When a placement group start backfilling it will ask the OSD be queued for recovery. It will eventually be processed and the OSD will ask it to start the recovery operations. Since it is backfilling (this is the original reason why the recovery operation was queued), it will attempt to reserve a backfill channel ( step 1, step 2 ). When the reservation is successfull it goes back to the initial backfilling state which will re-queue the PG for recovery. When processed, the same function is run but this time the backfill channel is reserved and it starts the backfilling operations. It scans the other OSD to retrieve a list of objects and their associated versions and pushes missing objects to the replicas. Each object pushed is locked for read and ( after trying some snapshot based heuristics ) will register a push and send a CEPH_OSD_OP_PUSH operation to the peer OSD. The receiving replica will handle the message by submitting the payload to a transaction by which the OSD will write it to the file.

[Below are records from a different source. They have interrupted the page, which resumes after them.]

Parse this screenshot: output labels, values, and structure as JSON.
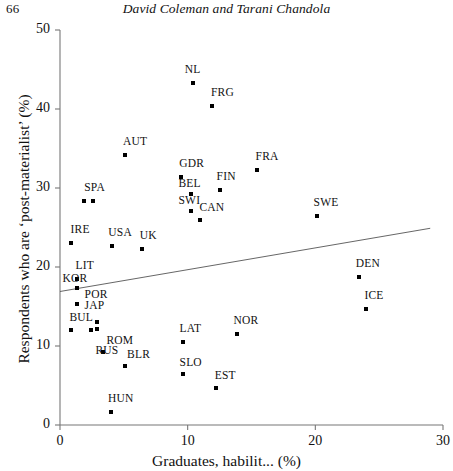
{
  "running_head": {
    "page_number": "66",
    "title": "David Coleman and Tarani Chandola"
  },
  "chart_data": {
    "type": "scatter",
    "title": "",
    "xlabel": "Graduates, habilit... (%)",
    "ylabel": "Respondents who are ‘post-materialist’ (%)",
    "xlim": [
      0,
      30
    ],
    "ylim": [
      0,
      50
    ],
    "xticks": [
      0,
      10,
      20,
      30
    ],
    "yticks": [
      0,
      10,
      20,
      30,
      40,
      50
    ],
    "grid": false,
    "legend": "none",
    "marker": "square",
    "marker_color": "#000000",
    "trendline": {
      "present": true,
      "x_start": 0,
      "y_start": 16.9,
      "x_end": 29.0,
      "y_end": 24.9,
      "color": "#555555"
    },
    "points": [
      {
        "label": "NL",
        "x": 10.4,
        "y": 43.3,
        "label_dx": -8,
        "label_dy": -14
      },
      {
        "label": "FRG",
        "x": 11.9,
        "y": 40.4,
        "label_dx": -1,
        "label_dy": -14
      },
      {
        "label": "AUT",
        "x": 5.1,
        "y": 34.2,
        "label_dx": -2,
        "label_dy": -14
      },
      {
        "label": "FRA",
        "x": 15.4,
        "y": 32.3,
        "label_dx": -1,
        "label_dy": -14
      },
      {
        "label": "GDR",
        "x": 9.5,
        "y": 31.4,
        "label_dx": -2,
        "label_dy": -14
      },
      {
        "label": "FIN",
        "x": 12.5,
        "y": 29.8,
        "label_dx": -3,
        "label_dy": -14
      },
      {
        "label": "BEL",
        "x": 10.3,
        "y": 29.2,
        "label_dx": -13,
        "label_dy": -11
      },
      {
        "label": "SWI",
        "x": 10.3,
        "y": 27.1,
        "label_dx": -13,
        "label_dy": -11
      },
      {
        "label": "SPA",
        "x": 1.9,
        "y": 28.3,
        "label_dx": 0,
        "label_dy": -14
      },
      {
        "label": "",
        "x": 2.6,
        "y": 28.3,
        "label_dx": 0,
        "label_dy": 0
      },
      {
        "label": "SWE",
        "x": 20.1,
        "y": 26.5,
        "label_dx": -3,
        "label_dy": -14
      },
      {
        "label": "CAN",
        "x": 11.0,
        "y": 25.9,
        "label_dx": -1,
        "label_dy": -13
      },
      {
        "label": "IRE",
        "x": 0.9,
        "y": 23.1,
        "label_dx": -1,
        "label_dy": -14
      },
      {
        "label": "USA",
        "x": 4.1,
        "y": 22.6,
        "label_dx": -4,
        "label_dy": -14
      },
      {
        "label": "UK",
        "x": 6.4,
        "y": 22.3,
        "label_dx": -2,
        "label_dy": -14
      },
      {
        "label": "DEN",
        "x": 23.4,
        "y": 18.7,
        "label_dx": -3,
        "label_dy": -14
      },
      {
        "label": "LIT",
        "x": 1.3,
        "y": 18.5,
        "label_dx": -1,
        "label_dy": -14
      },
      {
        "label": "KOR",
        "x": 1.3,
        "y": 17.3,
        "label_dx": -14,
        "label_dy": -10
      },
      {
        "label": "ICE",
        "x": 24.0,
        "y": 14.7,
        "label_dx": -2,
        "label_dy": -14
      },
      {
        "label": "POR",
        "x": 1.3,
        "y": 15.3,
        "label_dx": 8,
        "label_dy": -10
      },
      {
        "label": "JAP",
        "x": 1.3,
        "y": 15.3,
        "label_dx": 8,
        "label_dy": 1
      },
      {
        "label": "NOR",
        "x": 13.9,
        "y": 11.5,
        "label_dx": -4,
        "label_dy": -14
      },
      {
        "label": "BUL",
        "x": 0.9,
        "y": 12.0,
        "label_dx": -2,
        "label_dy": -13
      },
      {
        "label": "",
        "x": 2.4,
        "y": 12.0,
        "label_dx": 0,
        "label_dy": 0
      },
      {
        "label": "",
        "x": 2.9,
        "y": 12.2,
        "label_dx": 0,
        "label_dy": 0
      },
      {
        "label": "",
        "x": 2.9,
        "y": 13.1,
        "label_dx": 0,
        "label_dy": 0
      },
      {
        "label": "LAT",
        "x": 9.6,
        "y": 10.5,
        "label_dx": -3,
        "label_dy": -14
      },
      {
        "label": "ROM",
        "x": 3.4,
        "y": 9.3,
        "label_dx": 3,
        "label_dy": -12
      },
      {
        "label": "RUS",
        "x": 3.4,
        "y": 9.3,
        "label_dx": -8,
        "label_dy": -2
      },
      {
        "label": "SLO",
        "x": 9.6,
        "y": 6.5,
        "label_dx": -3,
        "label_dy": -12
      },
      {
        "label": "BLR",
        "x": 5.1,
        "y": 7.5,
        "label_dx": 2,
        "label_dy": -12
      },
      {
        "label": "EST",
        "x": 12.2,
        "y": 4.7,
        "label_dx": -1,
        "label_dy": -13
      },
      {
        "label": "HUN",
        "x": 4.0,
        "y": 1.6,
        "label_dx": -3,
        "label_dy": -14
      }
    ]
  }
}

Ceph RBD live resize with krbd

The Ubuntu precise 3.8 linux kernel is rebuilt with Laurent Barbe’s patch:

apt-get source linux-image-3.8.0-27-generic
cd linux-lts-raring-3.8.0/
curl https://git.kernel.org/cgit/linux/kernel/git/stable/linux-stable.git/patch/?id=d98df63ea7e87d5df4dce0cece0210e2a777ac00 | patch -p1
dpkg-buildpackage -uc -us

and installed with

dpkg -i ../linux-image-3.8.0-27-generic_3.8.0-27.40~precise3_amd64.deb

Live resize of a mounted ext4 file system can then be done as follows:

# rbd create --size 10000 test
# rbd map test
# mkfs.ext4 -q /dev/rbd1
# mount /dev/rbd1 /mnt
# df -h /mnt
Filesystem      Size  Used Avail Use% Mounted on
/dev/rbd1       9.5G   22M  9.0G   1% /mnt
# blockdev --getsize64 /dev/rbd1
10485760000
# rbd resize --size 20000 test
Resizing image: 100% complete...done.
# blockdev --getsize64 /dev/rbd1
20971520000
# resize2fs /dev/rbd1
resize2fs 1.42 (29-Nov-2011)
Filesystem at /dev/rbd1 is mounted on /mnt; on-line resizing required
old_desc_blocks = 1, new_desc_blocks = 2
The filesystem on /dev/rbd1 is now 5120000 blocks long.